## What is being asked
Transcribe the entries that follow, every word as written, and drop the pictures.

(Collected data)
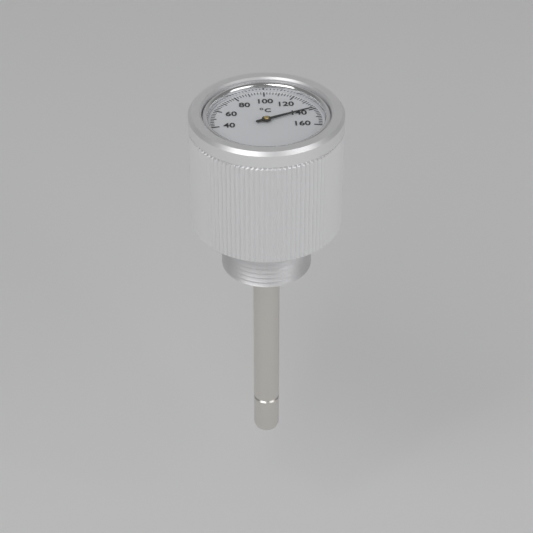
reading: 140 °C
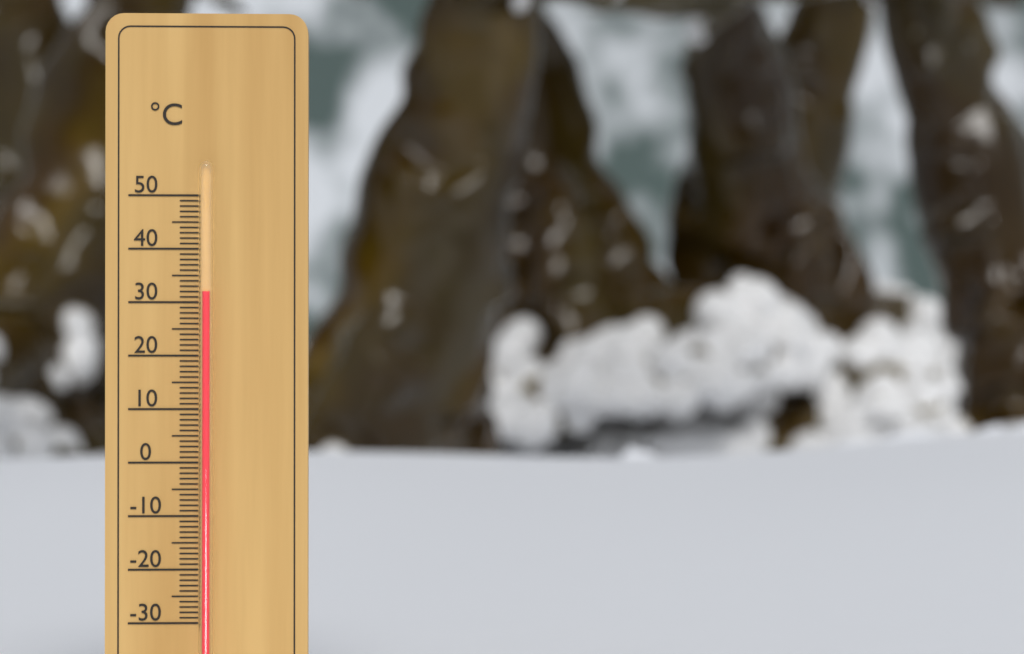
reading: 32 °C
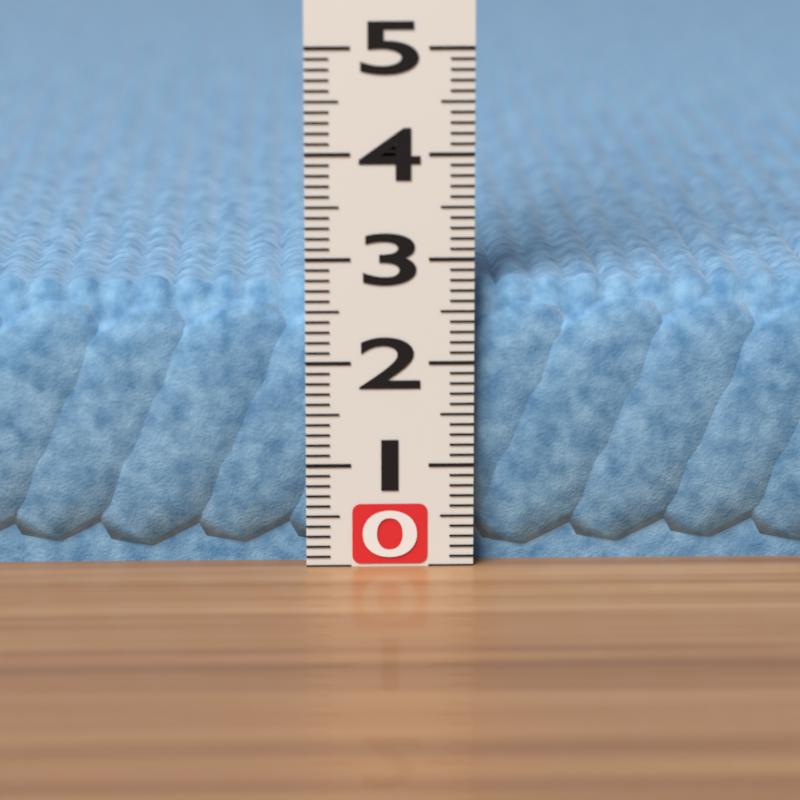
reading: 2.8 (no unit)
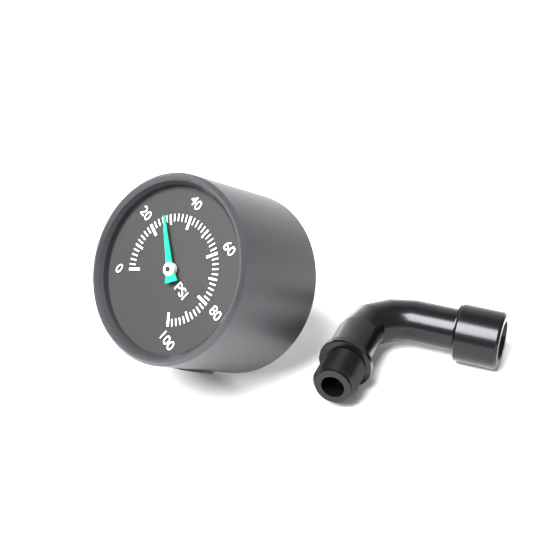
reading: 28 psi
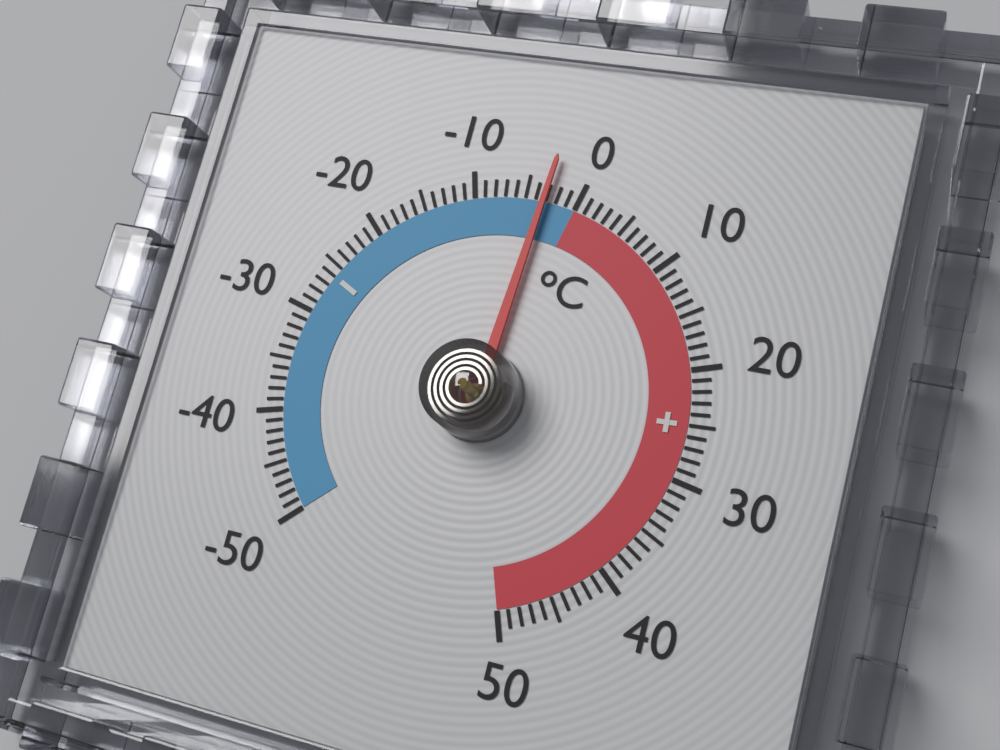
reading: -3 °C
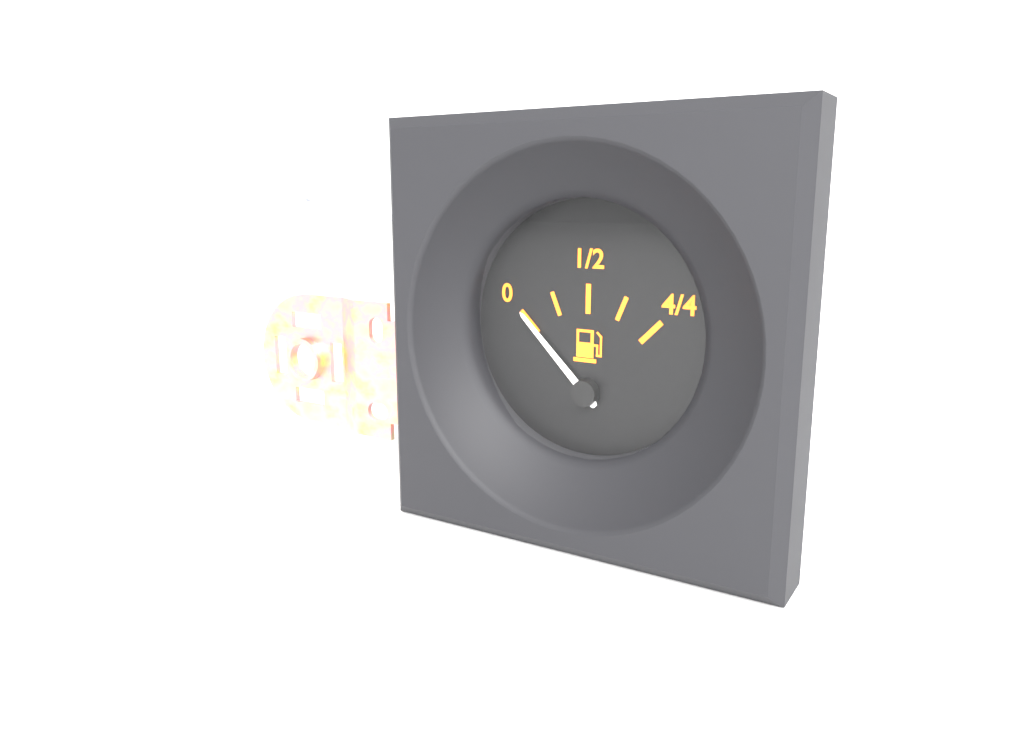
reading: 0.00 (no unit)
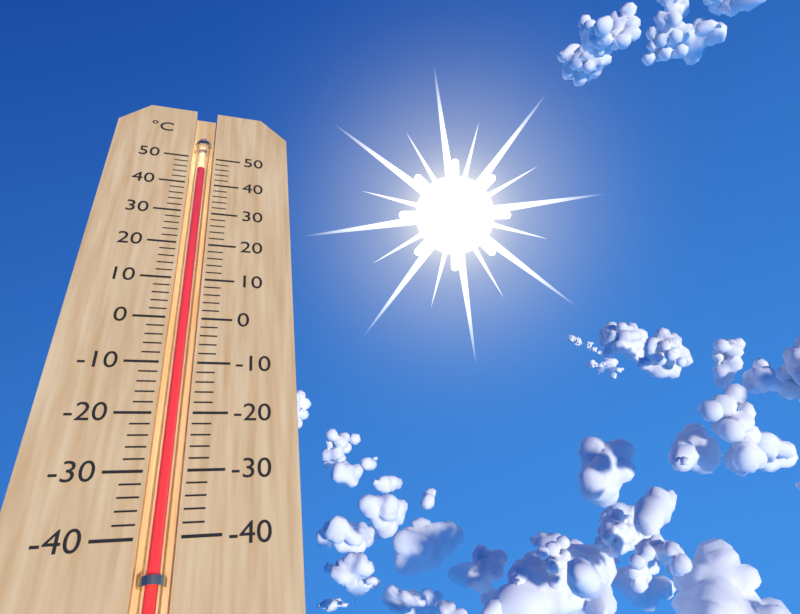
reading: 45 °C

## Response area
reading: 140 °C
reading: 32 °C
reading: 2.8 (no unit)
reading: 28 psi
reading: -3 °C
reading: 0.00 (no unit)
reading: 45 °C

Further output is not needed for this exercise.